Lavoisier S.A.S.
14 rue de Provigny
94236 Cachan cedex
FRANCE

Heures d'ouverture 08h30-12h30/13h30-17h30
Tél.: +33 (0)1 47 40 67 00
Fax: +33 (0)1 47 40 67 02


Url canonique : www.lavoisier.fr/livre/sciences-humaines-et-sociales/the-english-convents-in-exile-1600-1800/descriptif_4953131
Url courte ou permalien : www.lavoisier.fr/livre/notice.asp?ouvrage=4953131

The English Convents in Exile, 1600–1800 Communities, Culture and Identity Catholic Christendom, 1300-1700 Series

Langue : Anglais

Auteur :

Coordonnateur : Bowden Caroline

Couverture de l’ouvrage The English Convents in Exile, 1600–1800
In 1598, the first English convent was established in Brussels and was to be followed by a further 21 enclosed convents across Flanders and France with more than 4,000 women entering them over a 200-year period.

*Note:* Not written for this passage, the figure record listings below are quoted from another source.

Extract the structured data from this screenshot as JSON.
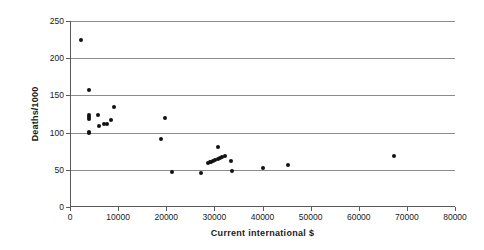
{
  "chart_data": {
    "type": "scatter",
    "title": "",
    "xlabel": "Current international  $",
    "ylabel": "Deaths/1000",
    "xlim": [
      0,
      80000
    ],
    "ylim": [
      0,
      250
    ],
    "xticks": [
      0,
      10000,
      20000,
      30000,
      40000,
      50000,
      60000,
      70000,
      80000
    ],
    "yticks": [
      0,
      50,
      100,
      150,
      200,
      250
    ],
    "xtick_labels": [
      "0",
      "10000",
      "20000",
      "30000",
      "40000",
      "50000",
      "60000",
      "70000",
      "80000"
    ],
    "ytick_labels": [
      "0",
      "50",
      "100",
      "150",
      "200",
      "250"
    ],
    "grid": "horizontal",
    "legend": null,
    "marker_color": "#121212",
    "gridline_color": "#8c8c8c",
    "axis_color": "#5a5a5a",
    "background_color": "#ffffff",
    "points": [
      {
        "x": 2300,
        "y": 225
      },
      {
        "x": 4000,
        "y": 157
      },
      {
        "x": 9200,
        "y": 135
      },
      {
        "x": 3900,
        "y": 124
      },
      {
        "x": 4000,
        "y": 121
      },
      {
        "x": 4050,
        "y": 118
      },
      {
        "x": 5900,
        "y": 123
      },
      {
        "x": 8500,
        "y": 117
      },
      {
        "x": 6100,
        "y": 109
      },
      {
        "x": 7100,
        "y": 111
      },
      {
        "x": 7600,
        "y": 112
      },
      {
        "x": 3850,
        "y": 101
      },
      {
        "x": 4000,
        "y": 100
      },
      {
        "x": 19700,
        "y": 119
      },
      {
        "x": 19000,
        "y": 91
      },
      {
        "x": 21200,
        "y": 47
      },
      {
        "x": 27200,
        "y": 46
      },
      {
        "x": 30700,
        "y": 81
      },
      {
        "x": 32300,
        "y": 69
      },
      {
        "x": 33400,
        "y": 62
      },
      {
        "x": 28700,
        "y": 59
      },
      {
        "x": 29100,
        "y": 60
      },
      {
        "x": 29400,
        "y": 61
      },
      {
        "x": 29800,
        "y": 62
      },
      {
        "x": 30200,
        "y": 63
      },
      {
        "x": 30700,
        "y": 65
      },
      {
        "x": 31100,
        "y": 66
      },
      {
        "x": 31500,
        "y": 67
      },
      {
        "x": 33600,
        "y": 48
      },
      {
        "x": 40200,
        "y": 52
      },
      {
        "x": 45200,
        "y": 56
      },
      {
        "x": 67300,
        "y": 68
      }
    ]
  }
}
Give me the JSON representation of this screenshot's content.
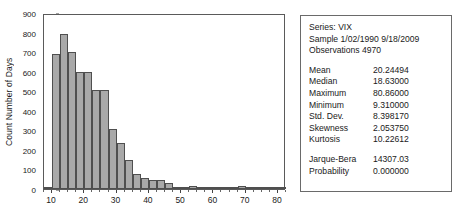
{
  "chart_data": {
    "type": "bar",
    "title": "",
    "xlabel": "",
    "ylabel": "Count Number of Days",
    "ylim": [
      0,
      900
    ],
    "xlim": [
      7.5,
      82.5
    ],
    "grid": false,
    "legend": null,
    "bin_width": 2.5,
    "categories": [
      "8.75",
      "11.25",
      "13.75",
      "16.25",
      "18.75",
      "21.25",
      "23.75",
      "26.25",
      "28.75",
      "31.25",
      "33.75",
      "36.25",
      "38.75",
      "41.25",
      "43.75",
      "46.25",
      "48.75",
      "51.25",
      "53.75",
      "56.25",
      "58.75",
      "61.25",
      "63.75",
      "66.25",
      "68.75",
      "71.25",
      "73.75",
      "76.25",
      "78.75",
      "81.25"
    ],
    "values": [
      10,
      700,
      800,
      710,
      605,
      605,
      510,
      510,
      310,
      240,
      150,
      80,
      55,
      45,
      48,
      30,
      12,
      10,
      14,
      8,
      6,
      5,
      6,
      5,
      14,
      4,
      3,
      2,
      2,
      3
    ],
    "yticks": [
      0,
      100,
      200,
      300,
      400,
      500,
      600,
      700,
      800,
      900
    ],
    "xticks": [
      10,
      20,
      30,
      40,
      50,
      60,
      70,
      80
    ]
  },
  "stats": {
    "series_label": "Series: VIX",
    "sample_label": "Sample 1/02/1990 9/18/2009",
    "observations_label": "Observations 4970",
    "rows": [
      {
        "key": "Mean",
        "value": "20.24494"
      },
      {
        "key": "Median",
        "value": "18.63000"
      },
      {
        "key": "Maximum",
        "value": "80.86000"
      },
      {
        "key": "Minimum",
        "value": "9.310000"
      },
      {
        "key": "Std. Dev.",
        "value": "8.398170"
      },
      {
        "key": "Skewness",
        "value": "2.053750"
      },
      {
        "key": "Kurtosis",
        "value": "10.22612"
      }
    ],
    "test_rows": [
      {
        "key": "Jarque-Bera",
        "value": "14307.03"
      },
      {
        "key": "Probability",
        "value": "0.000000"
      }
    ]
  },
  "colors": {
    "bar_fill": "#a9a9a9",
    "bar_stroke": "#4f4f4f",
    "frame": "#5a5a5a",
    "text": "#1a1a1a"
  }
}
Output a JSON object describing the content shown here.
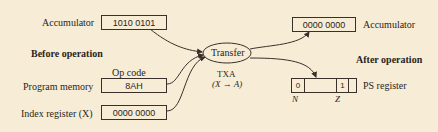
{
  "before": {
    "heading": "Before operation",
    "accumulator": {
      "label": "Accumulator",
      "value": "1010 0101"
    },
    "program_memory": {
      "label": "Program memory",
      "header": "Op code",
      "value": "8AH"
    },
    "index_register": {
      "label": "Index register (X)",
      "value": "0000 0000"
    }
  },
  "operation": {
    "label": "Transfer",
    "mnemonic": "TXA",
    "description": "(X → A)"
  },
  "after": {
    "heading": "After operation",
    "accumulator": {
      "label": "Accumulator",
      "value": "0000 0000"
    },
    "ps_register": {
      "label": "PS register",
      "cells": [
        "0",
        "",
        "1",
        ""
      ],
      "flags": [
        "N",
        "Z"
      ]
    }
  },
  "colors": {
    "background": "#f7edd6",
    "ink": "#3a302a"
  }
}
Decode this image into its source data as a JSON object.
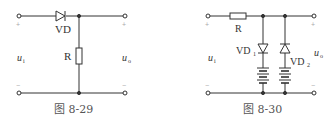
{
  "figures": [
    {
      "id": "fig-8-29",
      "caption": "图 8-29",
      "labels": {
        "diode": "VD",
        "resistor": "R",
        "input": "u",
        "input_sub": "i",
        "output": "u",
        "output_sub": "o",
        "plus": "+",
        "minus": "−"
      }
    },
    {
      "id": "fig-8-30",
      "caption": "图 8-30",
      "labels": {
        "resistor": "R",
        "diode1": "VD",
        "diode1_sub": "1",
        "diode2": "VD",
        "diode2_sub": "2",
        "input": "u",
        "input_sub": "i",
        "output": "u",
        "output_sub": "o",
        "plus": "+",
        "minus": "−"
      }
    }
  ],
  "colors": {
    "wire": "#333333",
    "text": "#333333",
    "caption": "#555555",
    "polarity": "#aaaaaa"
  }
}
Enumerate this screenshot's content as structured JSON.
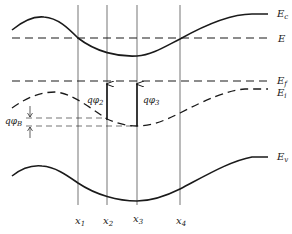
{
  "diagram": {
    "colors": {
      "ink": "#1a1a1a",
      "background": "#ffffff"
    },
    "bands": {
      "Ec": {
        "label": "E",
        "sub": "c"
      },
      "E": {
        "label": "E"
      },
      "Ef": {
        "label": "E",
        "sub": "f"
      },
      "Ei": {
        "label": "E",
        "sub": "i"
      },
      "Ev": {
        "label": "E",
        "sub": "v"
      }
    },
    "annotations": {
      "phi2": {
        "prefix": "qφ",
        "sub": "2"
      },
      "phi3": {
        "prefix": "qφ",
        "sub": "3"
      },
      "phiB": {
        "prefix": "qφ",
        "sub": "B"
      }
    },
    "positions": [
      {
        "label": "x",
        "sub": "1"
      },
      {
        "label": "x",
        "sub": "2"
      },
      {
        "label": "x",
        "sub": "3"
      },
      {
        "label": "x",
        "sub": "4"
      }
    ]
  }
}
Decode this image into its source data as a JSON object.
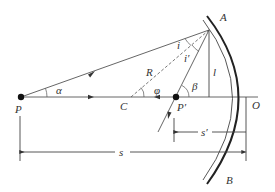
{
  "diagram": {
    "labels": {
      "P": "P",
      "P_image": "P′",
      "C": "C",
      "O": "O",
      "A": "A",
      "B": "B",
      "R": "R",
      "l": "l",
      "alpha": "α",
      "beta": "β",
      "phi": "φ",
      "i_incident": "i",
      "i_reflected": "i′",
      "s": "s",
      "s_prime": "s′"
    },
    "colors": {
      "line": "#555555",
      "mirror": "#222222",
      "text": "#333333",
      "background": "#ffffff"
    }
  }
}
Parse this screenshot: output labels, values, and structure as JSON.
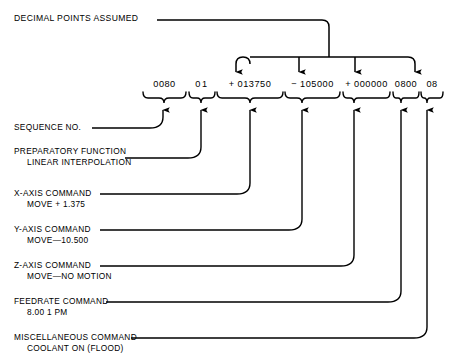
{
  "diagram": {
    "top_annotation": {
      "label": "DECIMAL POINTS ASSUMED"
    },
    "fields": [
      {
        "name": "sequence-number",
        "value": "0080",
        "x": 164,
        "brace_start": 143,
        "brace_end": 186
      },
      {
        "name": "preparatory-function",
        "value": "01",
        "x": 201,
        "brace_start": 189,
        "brace_end": 215
      },
      {
        "name": "x-axis-command",
        "value": "+ 013750",
        "x": 250,
        "brace_start": 217,
        "brace_end": 283
      },
      {
        "name": "y-axis-command",
        "value": "− 105000",
        "x": 302,
        "brace_start": 285,
        "brace_end": 340
      },
      {
        "name": "z-axis-command",
        "value": "+ 000000",
        "x": 354,
        "brace_start": 343,
        "brace_end": 390
      },
      {
        "name": "feedrate-command",
        "value": "0800",
        "x": 401,
        "brace_start": 393,
        "brace_end": 419
      },
      {
        "name": "miscellaneous-command",
        "value": "08",
        "x": 427,
        "brace_start": 421,
        "brace_end": 443
      }
    ],
    "callouts": [
      {
        "name": "sequence-number",
        "line1": "SEQUENCE NO.",
        "line2": ""
      },
      {
        "name": "preparatory-function",
        "line1": "PREPARATORY FUNCTION",
        "line2": "LINEAR INTERPOLATION"
      },
      {
        "name": "x-axis-command",
        "line1": "X-AXIS COMMAND",
        "line2": "MOVE + 1.375"
      },
      {
        "name": "y-axis-command",
        "line1": "Y-AXIS COMMAND",
        "line2": "MOVE—10.500"
      },
      {
        "name": "z-axis-command",
        "line1": "Z-AXIS COMMAND",
        "line2": "MOVE—NO MOTION"
      },
      {
        "name": "feedrate-command",
        "line1": "FEEDRATE COMMAND",
        "line2": "8.00 1 PM"
      },
      {
        "name": "miscellaneous-command",
        "line1": "MISCELLANEOUS COMMAND",
        "line2": "COOLANT ON (FLOOD)"
      }
    ],
    "decimal_arrow_targets": [
      243,
      299,
      355,
      408
    ],
    "colors": {
      "ink": "#000000",
      "background": "#ffffff"
    }
  }
}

In theory they were cut off from the outside world; however, in practice the nuns were not isolated and their contacts and networks spread widely, and their communal culture was sophisticated. Not only were the nuns influenced by continental intellectual culture but they in turn contributed to a developing English Catholic identity moulded by their experience in exile. During this time, these nuns and the Mary Ward sisters found outlets for female expression often unavailable to their secular counterparts, until the French Revolution and its associated violence forced the convents back to England. This interdisciplinary collection demonstrates the cultural importance of the English convents in exile from 1600 to 1800 and is the first collection to focus solely on the English convents.
Introduction Part I Communities 1 From Community to Convent: The Collective Spiritual Life of Post-Reformation Englishwomen in Dorothy Arundell’s Biography of John Cornelius 2 Essex Girls Abroad: Family Patronage and the Politicization of Convent Recruitment in the Seventeenth Century 3 Missing Members: Selection and Governance in the English Convents in Exile Part II Culture: Authorship and Authority 4 The Literary Lives of Nuns: Crafting Identities Through Exile 5 Naming Names: Chroniclers, Scribes and Editors of St Monica’s Convent, Louvain, 1631–1906 6 Translating Lady Mary Percy: Authorship and Authority among the Brussels Benedictines 7 Barbara Constable’s Advice for Confessors and the Tradition of Medieval Holy Women 8 Shakespeare’s Sisters: Anon and the Authors in Early Modern Convents Part III Culture: Patronage and Visual Culture 9 Petitioning for Patronage: An Illuminated Tale of Exile from Syon Abbey, Lisbon 10 Parlour, Court and Cloister: Musical Culture in English Convents during the Seventeenth Century 11 Cloistered Images: Representations of English Nuns, 1600–1800 Part IV Identity 12 Archipelagic Identities in Europe: Irish Nuns in English Convents 13 Divine Love and the Negotiation of Emotions in Early Modern English Convents 14 Avoiding ‘Rash and Imprudent Measures’: English Nuns in Revolutionary Paris, 1789–1801
Caroline Bowden is Research Fellow and former Project Manager of the ’Who were the Nuns?’ project funded by the AHRC at Queen Mary, University of London, and has published a number of papers on women’s education and learning and the English convents in exile. James E. Kelly is post-doctoral fellow at Durham University’s Centre for Catholic Studies, Project Manager of the ’Nuns’ project at Queen Mary’s and researches post-Reformation Catholic history in Europe and Britain.